Saturday, July 7, 2018

Hot Enough For You? Red, White and Blue Murder (2003), by Bill Crider

The governing body of each of Texas's 254 counties is the commissioners court.  In Texas the court has five members: the county judge and four commissioners.  

                                                      --Commissioners Court (Texas), Wikipedia

Rhodes tried the door, and the knob turned in his hand.  He wasn't surprised.  Hardly anyone in a town like Thurston bothered locking the door.  There hadn't been a major crime there in quite a while, and only a few minor ones.  Not counting armadillo hunters.

                                                      
--Red, White and Blue Murder (2003), Bill Crider

I wrote about the Texas regional background of Bill Crider's Sheriff Dan Rhodes' mysteries in my blog piece on A Romantic Way to Die (2001), the eleventh Dan Rhodes mystery.  Red, White and Blue Murder, the next installment in the series, followed ARWTD by two years, seeing light in 2003.

This one takes place over a few 95 degree days around the Fourth of July, a time when Americans celebrate the greatness of their nation by attending patriotic parades, blowing up fireworks and eating themselves sick on barbecue and ice cream. 

But not barbecue ice cream, one hopes! Don't think there isn't such a thing.  Ick.

Blacklin County's Sheriff Rhodes, who is getting awfully tired of people asking him if it's "hot enough for you," finds himself embroiled in another great American tradition--murder--when he is called to investigate the suspicious death of electrical repair shop owner Grat Bilson--whose preoccupation, up until his death, was getting fireworks banned throughout the county.  (Though they are a fire hazard, particularly during 95 degree weather in July, only Blacklin County municipalities have up to this point banned them.)

map of Bill Crider's native Limestone County, Texas
presumably the model for Sheriff Rhodes' Blacklin County
Bilson is found dead in a burned-out home--and he did not die either from the fire (which, it transpires, was deliberately set) or from natural causes. 

It turns out that he may have been the informant for local reporter Jennifer Loam who was filling her ear with tales of corruption in high places, including in the sheriff's office itself.  Moreover his wife was having affairs and he may have been having one himself.  So there were more than a few people who might have had reason to want to kill old Grat Bilson.

Soon Bilson's murder is followed by another suspicious death, which takes place picturesquely at a barbecued ribs eating contest on the Fourth--and it looks to the locals like Rhodes himself, who was one of the contestants, may be the killer!

Red, White and Blue Murder is pretty action packed by the standards of this country casual series, with Sheriff Rhodes getting attacked and/or shot at by four different people during the course of his murder investigation, not to mention nearly blown up in a fireworks stand explosion.  This is not as amusing a book as A Romantic Way to Die, with its send-up of the romance novels industry, but it has a good mystery involving local political corruption--another great American tradition--and the writing is as pleasingly droll as one expects from a Crider (see the second quotation at the top of this piece, with its classic Crider qualifying "afterthought" sentence.)

If you like rural local color in an American mystery, the Crider Sheriff Rhodes books are a must.  To me they are cozies--in fact I'm rather reminded, with the usual stuff involving Rhodes' pet dogs Yancey and Speedo, of MC Beaton's Hamish Macbeth series, though Crider's mysteries are much better plotted, to be frank--but cozy mystery is another great American tradition (a happier one this time ); and I hope to review some more modern American cozies this month.  Meanwhile I'm looking forward to a modest cold front coming through here where I live, where the last few days it's been, well, around 95 degrees. 

That's hot enough for me!

Kosse, Limestone County, Texas

2 comments:

  1. Yes, it is very hot here in Santa Barbara this weekend, and we even had a close call with a wildfire nearby last night. But things are better today.

    I am reading the Bill Crider Sheriff Dan Rhodes series from the beginning and am only 5 books in, but I enjoyed your thoughts on this one.

    ReplyDelete
    Replies
    1. That’s very disciplined of you, starting right from the beginning! I started midway.

      Highs only in the upper 80s the last few days!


PROBLEM TO WORK ON »
Show all lines from the records below in which the string "poumons" is present.

*** GIVEN DATA Section Begins ***

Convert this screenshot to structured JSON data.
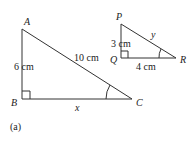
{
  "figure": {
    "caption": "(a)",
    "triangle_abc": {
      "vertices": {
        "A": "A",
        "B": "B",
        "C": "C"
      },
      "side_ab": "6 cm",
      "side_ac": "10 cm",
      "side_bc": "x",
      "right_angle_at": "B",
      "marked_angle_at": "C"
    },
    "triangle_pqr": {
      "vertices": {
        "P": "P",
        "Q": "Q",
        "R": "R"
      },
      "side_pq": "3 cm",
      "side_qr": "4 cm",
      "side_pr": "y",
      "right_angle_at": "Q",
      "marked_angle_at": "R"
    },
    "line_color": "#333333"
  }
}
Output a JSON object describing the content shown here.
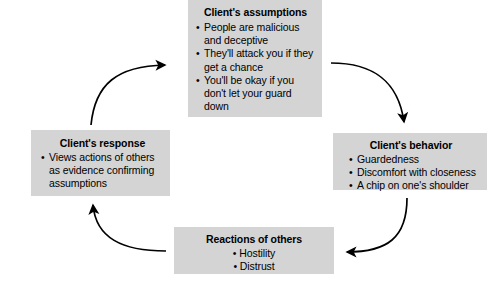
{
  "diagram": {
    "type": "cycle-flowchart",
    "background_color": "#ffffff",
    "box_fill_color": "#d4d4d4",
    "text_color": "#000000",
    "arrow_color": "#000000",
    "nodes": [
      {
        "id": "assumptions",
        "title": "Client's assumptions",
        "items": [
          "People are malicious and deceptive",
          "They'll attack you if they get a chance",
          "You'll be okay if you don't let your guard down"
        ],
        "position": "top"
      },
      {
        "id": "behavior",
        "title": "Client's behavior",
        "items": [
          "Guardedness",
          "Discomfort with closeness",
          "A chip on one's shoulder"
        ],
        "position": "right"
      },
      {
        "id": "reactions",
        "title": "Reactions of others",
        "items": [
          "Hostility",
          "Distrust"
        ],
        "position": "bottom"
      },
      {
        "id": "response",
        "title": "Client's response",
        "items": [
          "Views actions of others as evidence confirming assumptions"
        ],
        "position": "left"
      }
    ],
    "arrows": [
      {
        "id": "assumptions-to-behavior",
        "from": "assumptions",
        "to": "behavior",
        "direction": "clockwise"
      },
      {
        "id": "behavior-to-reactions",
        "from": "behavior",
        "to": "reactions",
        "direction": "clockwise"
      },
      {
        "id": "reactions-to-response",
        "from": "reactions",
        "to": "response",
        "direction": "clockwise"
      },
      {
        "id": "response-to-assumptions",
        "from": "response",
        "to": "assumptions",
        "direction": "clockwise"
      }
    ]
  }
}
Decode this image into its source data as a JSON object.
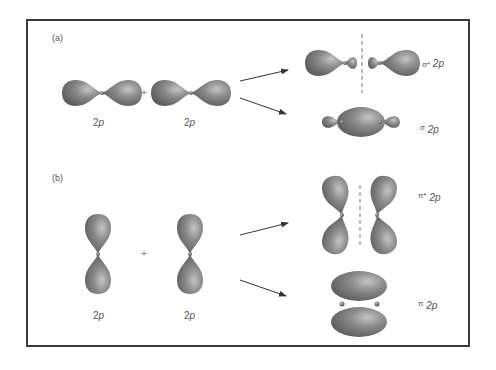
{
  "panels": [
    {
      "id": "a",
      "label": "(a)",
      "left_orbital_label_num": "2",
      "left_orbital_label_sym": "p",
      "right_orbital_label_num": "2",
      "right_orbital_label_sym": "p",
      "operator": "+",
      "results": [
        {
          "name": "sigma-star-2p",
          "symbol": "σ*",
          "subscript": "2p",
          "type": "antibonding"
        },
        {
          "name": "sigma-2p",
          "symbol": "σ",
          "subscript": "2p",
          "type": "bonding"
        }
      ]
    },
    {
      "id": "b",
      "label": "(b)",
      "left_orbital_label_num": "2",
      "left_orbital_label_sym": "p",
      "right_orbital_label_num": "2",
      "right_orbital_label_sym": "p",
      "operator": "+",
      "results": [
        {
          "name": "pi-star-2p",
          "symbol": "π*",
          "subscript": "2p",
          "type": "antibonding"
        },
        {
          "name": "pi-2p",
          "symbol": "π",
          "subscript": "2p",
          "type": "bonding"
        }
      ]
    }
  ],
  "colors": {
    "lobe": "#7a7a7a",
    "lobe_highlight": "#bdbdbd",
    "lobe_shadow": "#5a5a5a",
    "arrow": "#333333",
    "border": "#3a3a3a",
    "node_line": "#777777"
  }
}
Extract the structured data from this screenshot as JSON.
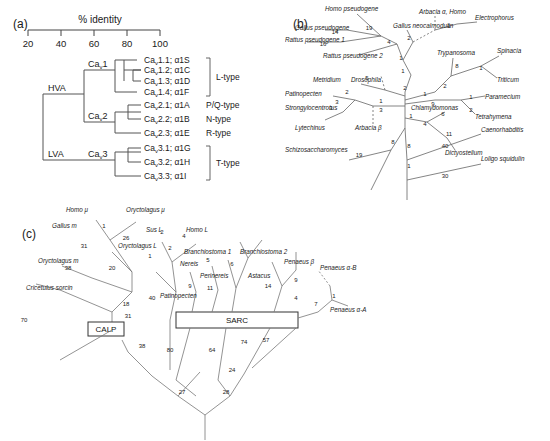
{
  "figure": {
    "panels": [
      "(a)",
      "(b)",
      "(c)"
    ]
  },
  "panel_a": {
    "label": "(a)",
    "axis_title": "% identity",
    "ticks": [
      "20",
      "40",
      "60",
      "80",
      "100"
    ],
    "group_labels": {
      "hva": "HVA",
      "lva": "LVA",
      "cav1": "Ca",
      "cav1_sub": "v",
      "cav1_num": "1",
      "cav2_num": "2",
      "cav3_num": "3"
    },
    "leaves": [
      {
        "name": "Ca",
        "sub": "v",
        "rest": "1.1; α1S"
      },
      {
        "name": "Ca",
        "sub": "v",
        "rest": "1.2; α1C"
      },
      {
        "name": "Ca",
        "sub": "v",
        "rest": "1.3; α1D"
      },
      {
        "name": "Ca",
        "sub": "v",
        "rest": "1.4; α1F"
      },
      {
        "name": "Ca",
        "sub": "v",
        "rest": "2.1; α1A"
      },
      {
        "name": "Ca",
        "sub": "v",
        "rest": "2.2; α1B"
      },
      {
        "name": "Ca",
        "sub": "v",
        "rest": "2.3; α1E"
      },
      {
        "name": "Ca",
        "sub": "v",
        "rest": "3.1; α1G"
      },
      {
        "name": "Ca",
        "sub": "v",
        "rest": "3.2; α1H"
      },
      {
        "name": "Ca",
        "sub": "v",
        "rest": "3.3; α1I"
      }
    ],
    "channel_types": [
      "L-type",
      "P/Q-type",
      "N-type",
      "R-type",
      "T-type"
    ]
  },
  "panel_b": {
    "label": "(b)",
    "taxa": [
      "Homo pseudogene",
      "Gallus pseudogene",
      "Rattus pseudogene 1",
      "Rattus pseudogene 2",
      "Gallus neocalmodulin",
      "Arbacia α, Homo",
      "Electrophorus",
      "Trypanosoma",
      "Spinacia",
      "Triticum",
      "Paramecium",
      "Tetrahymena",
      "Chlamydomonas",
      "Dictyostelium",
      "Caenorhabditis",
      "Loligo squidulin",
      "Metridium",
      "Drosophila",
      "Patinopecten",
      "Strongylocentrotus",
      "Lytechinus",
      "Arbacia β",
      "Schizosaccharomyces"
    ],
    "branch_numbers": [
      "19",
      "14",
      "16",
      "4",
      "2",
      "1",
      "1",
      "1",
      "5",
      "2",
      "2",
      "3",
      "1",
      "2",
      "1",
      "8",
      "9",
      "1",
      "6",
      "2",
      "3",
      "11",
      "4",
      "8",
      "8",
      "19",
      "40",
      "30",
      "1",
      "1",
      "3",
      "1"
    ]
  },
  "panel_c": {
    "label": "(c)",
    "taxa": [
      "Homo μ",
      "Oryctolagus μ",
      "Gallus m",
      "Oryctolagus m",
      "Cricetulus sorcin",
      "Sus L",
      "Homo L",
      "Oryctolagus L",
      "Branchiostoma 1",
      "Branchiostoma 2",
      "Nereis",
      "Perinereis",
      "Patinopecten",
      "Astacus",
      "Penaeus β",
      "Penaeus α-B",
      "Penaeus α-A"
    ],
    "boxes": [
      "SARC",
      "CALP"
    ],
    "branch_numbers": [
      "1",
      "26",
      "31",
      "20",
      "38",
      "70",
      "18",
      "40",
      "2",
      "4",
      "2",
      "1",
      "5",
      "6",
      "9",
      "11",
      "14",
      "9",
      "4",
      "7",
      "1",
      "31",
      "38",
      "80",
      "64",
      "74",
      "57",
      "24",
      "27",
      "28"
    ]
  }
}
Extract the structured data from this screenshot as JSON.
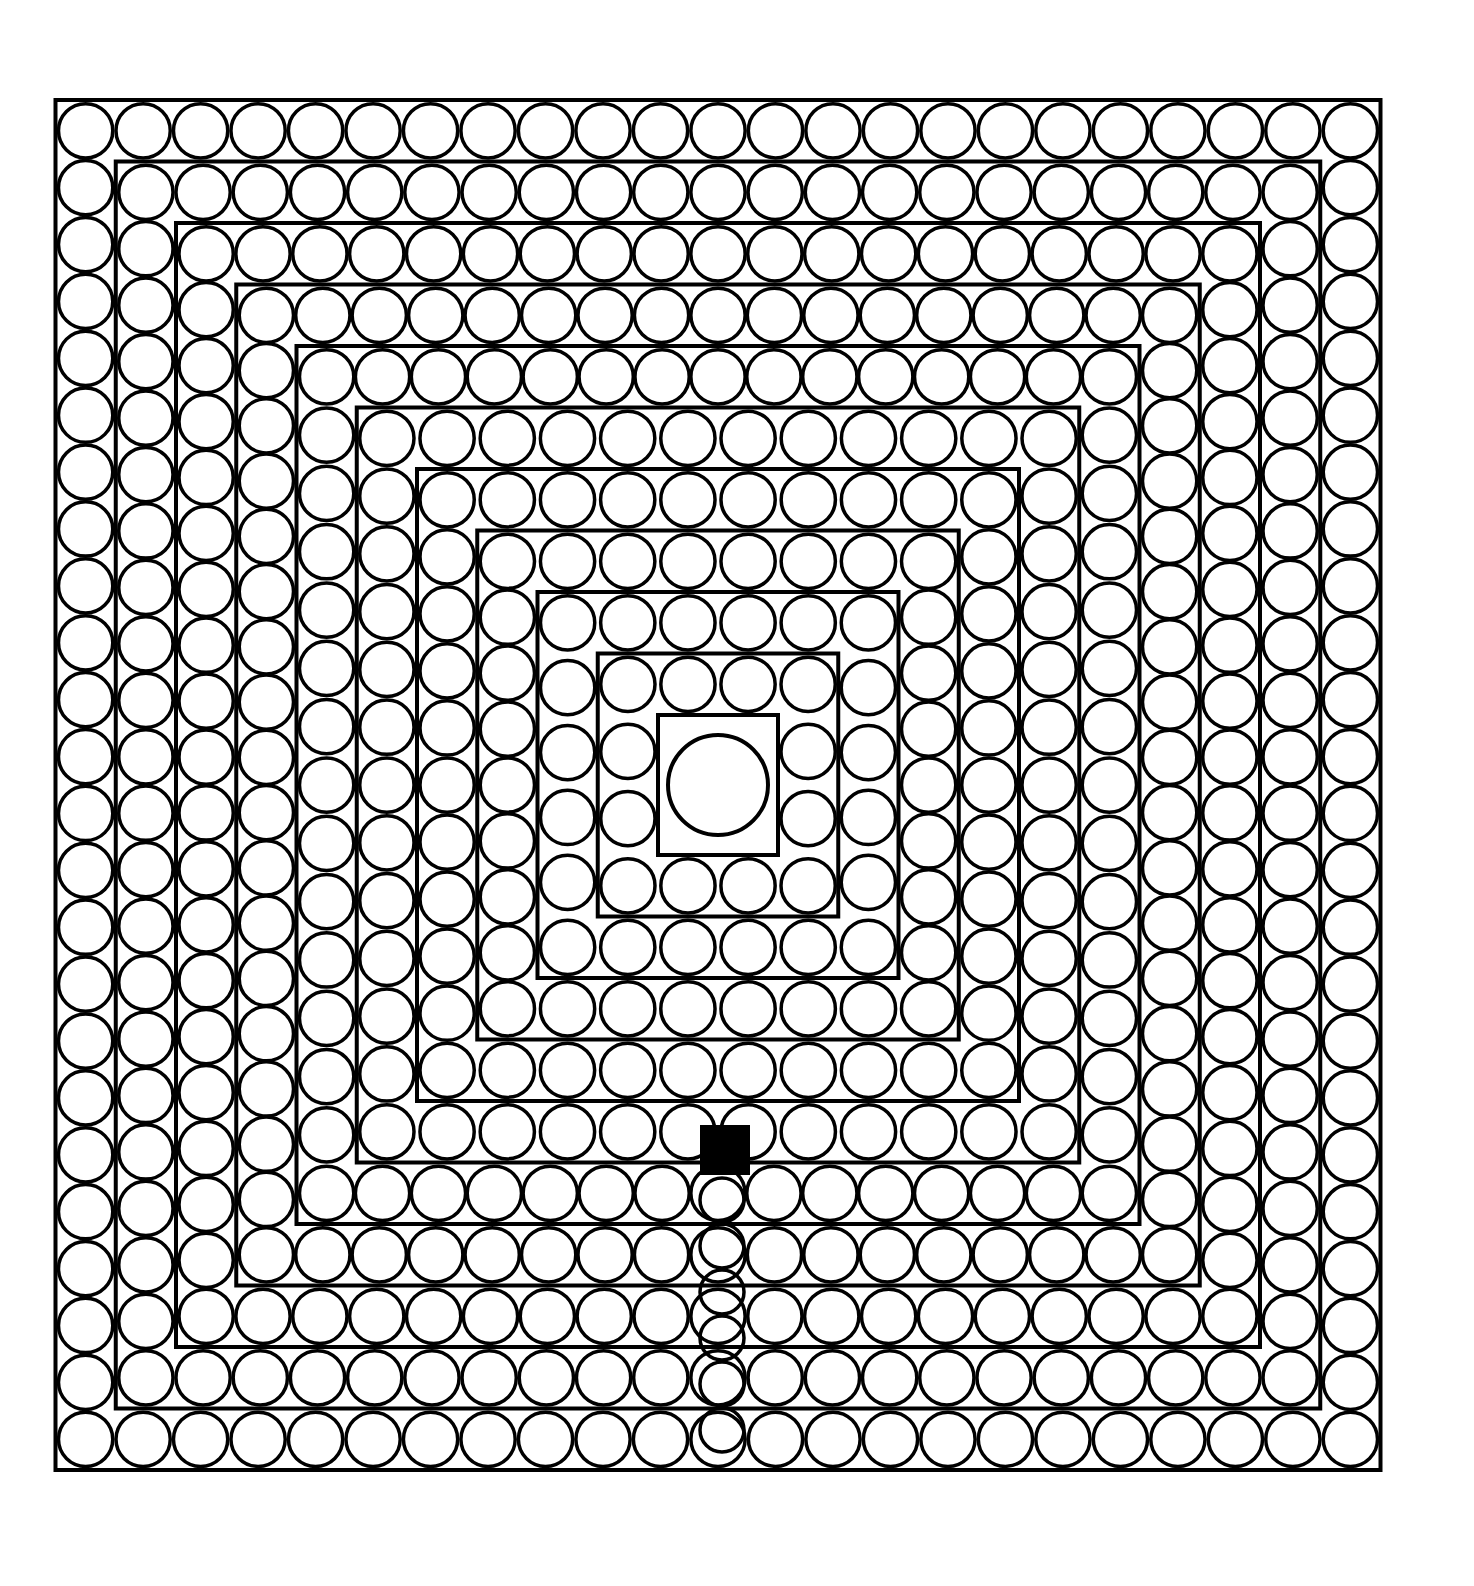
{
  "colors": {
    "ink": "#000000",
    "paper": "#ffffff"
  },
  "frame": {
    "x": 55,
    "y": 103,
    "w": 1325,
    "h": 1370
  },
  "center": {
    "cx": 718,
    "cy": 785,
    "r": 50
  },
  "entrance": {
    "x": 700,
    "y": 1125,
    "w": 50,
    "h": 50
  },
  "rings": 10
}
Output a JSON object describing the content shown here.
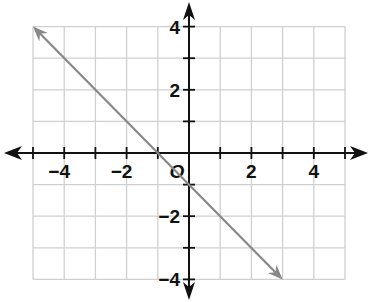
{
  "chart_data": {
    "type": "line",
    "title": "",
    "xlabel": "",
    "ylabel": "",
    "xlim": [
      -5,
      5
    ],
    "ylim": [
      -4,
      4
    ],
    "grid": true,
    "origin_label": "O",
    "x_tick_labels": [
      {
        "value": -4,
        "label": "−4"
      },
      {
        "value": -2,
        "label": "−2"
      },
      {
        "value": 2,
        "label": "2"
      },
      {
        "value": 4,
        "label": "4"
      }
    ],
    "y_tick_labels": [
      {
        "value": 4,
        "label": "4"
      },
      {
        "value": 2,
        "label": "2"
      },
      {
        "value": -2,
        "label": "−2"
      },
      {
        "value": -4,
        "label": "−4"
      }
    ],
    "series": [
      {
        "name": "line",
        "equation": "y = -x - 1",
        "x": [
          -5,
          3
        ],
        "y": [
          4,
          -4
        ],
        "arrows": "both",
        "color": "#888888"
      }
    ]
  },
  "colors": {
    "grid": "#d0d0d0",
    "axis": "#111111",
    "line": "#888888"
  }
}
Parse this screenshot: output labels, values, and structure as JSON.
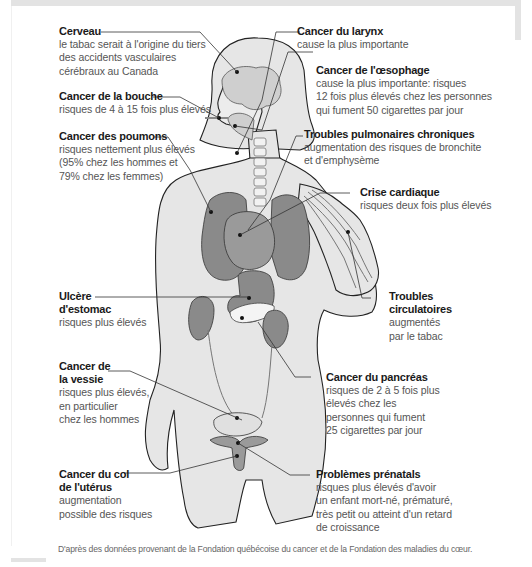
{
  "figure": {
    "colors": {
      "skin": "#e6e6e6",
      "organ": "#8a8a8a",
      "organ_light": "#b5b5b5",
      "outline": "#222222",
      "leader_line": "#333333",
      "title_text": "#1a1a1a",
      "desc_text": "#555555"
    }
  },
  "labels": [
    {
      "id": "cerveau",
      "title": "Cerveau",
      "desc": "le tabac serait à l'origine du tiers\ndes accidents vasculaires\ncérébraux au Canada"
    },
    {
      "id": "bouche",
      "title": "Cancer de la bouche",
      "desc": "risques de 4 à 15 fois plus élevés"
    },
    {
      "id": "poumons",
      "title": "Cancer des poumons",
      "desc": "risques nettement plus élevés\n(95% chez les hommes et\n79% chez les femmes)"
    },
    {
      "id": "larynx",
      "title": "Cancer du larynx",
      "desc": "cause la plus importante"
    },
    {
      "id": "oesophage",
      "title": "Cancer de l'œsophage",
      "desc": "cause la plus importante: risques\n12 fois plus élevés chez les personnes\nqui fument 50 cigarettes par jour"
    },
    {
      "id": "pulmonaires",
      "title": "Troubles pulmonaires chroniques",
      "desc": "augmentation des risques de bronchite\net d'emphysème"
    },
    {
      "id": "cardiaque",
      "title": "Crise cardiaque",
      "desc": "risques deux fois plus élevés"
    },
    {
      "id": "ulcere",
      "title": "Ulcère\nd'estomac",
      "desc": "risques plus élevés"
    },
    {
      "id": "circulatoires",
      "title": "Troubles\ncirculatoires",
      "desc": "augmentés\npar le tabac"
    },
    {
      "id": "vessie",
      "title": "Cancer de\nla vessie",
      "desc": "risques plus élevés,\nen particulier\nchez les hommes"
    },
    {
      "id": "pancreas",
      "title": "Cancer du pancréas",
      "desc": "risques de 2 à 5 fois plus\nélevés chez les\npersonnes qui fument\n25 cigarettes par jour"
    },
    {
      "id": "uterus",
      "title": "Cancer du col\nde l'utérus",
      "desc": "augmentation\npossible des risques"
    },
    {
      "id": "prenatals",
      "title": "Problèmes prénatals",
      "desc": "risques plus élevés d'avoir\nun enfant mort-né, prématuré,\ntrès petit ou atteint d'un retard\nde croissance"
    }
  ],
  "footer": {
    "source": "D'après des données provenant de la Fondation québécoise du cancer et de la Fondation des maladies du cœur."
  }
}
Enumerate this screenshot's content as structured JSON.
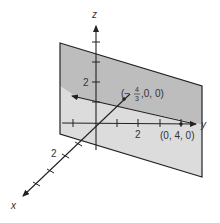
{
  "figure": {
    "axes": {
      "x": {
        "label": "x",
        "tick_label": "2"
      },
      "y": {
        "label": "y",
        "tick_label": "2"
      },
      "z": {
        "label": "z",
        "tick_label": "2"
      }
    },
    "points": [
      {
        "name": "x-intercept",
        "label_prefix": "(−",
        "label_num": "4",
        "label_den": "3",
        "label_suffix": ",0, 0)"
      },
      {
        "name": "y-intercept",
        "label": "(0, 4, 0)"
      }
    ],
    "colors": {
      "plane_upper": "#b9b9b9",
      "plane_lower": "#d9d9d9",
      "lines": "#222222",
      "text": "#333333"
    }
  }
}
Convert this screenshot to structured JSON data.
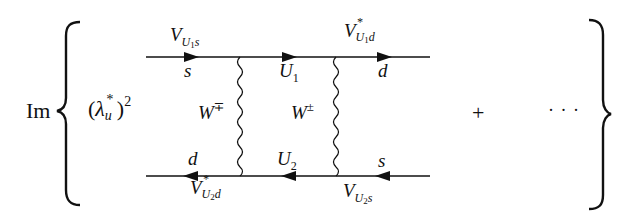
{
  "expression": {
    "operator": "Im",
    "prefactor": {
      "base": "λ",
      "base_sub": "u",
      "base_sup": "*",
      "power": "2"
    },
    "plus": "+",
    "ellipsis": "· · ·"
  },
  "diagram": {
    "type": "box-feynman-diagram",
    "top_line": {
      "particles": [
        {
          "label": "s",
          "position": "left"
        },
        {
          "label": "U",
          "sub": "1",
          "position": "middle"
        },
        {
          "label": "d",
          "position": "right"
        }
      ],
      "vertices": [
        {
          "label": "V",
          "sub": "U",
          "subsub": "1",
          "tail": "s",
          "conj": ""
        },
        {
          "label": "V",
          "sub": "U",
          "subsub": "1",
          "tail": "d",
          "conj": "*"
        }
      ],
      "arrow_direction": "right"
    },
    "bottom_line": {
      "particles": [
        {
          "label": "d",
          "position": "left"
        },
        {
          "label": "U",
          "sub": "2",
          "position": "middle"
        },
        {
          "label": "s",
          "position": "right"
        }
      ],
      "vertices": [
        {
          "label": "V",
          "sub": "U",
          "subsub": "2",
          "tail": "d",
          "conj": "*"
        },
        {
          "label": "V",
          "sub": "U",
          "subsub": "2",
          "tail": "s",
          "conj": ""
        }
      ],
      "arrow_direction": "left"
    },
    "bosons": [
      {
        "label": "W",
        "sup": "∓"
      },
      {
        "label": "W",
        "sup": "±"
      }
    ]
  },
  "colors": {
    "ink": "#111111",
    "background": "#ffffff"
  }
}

*** GIVEN DATA Section Ends ***

ANSWER BOX »
      "id": "poumons",
      "title": "Cancer des poumons",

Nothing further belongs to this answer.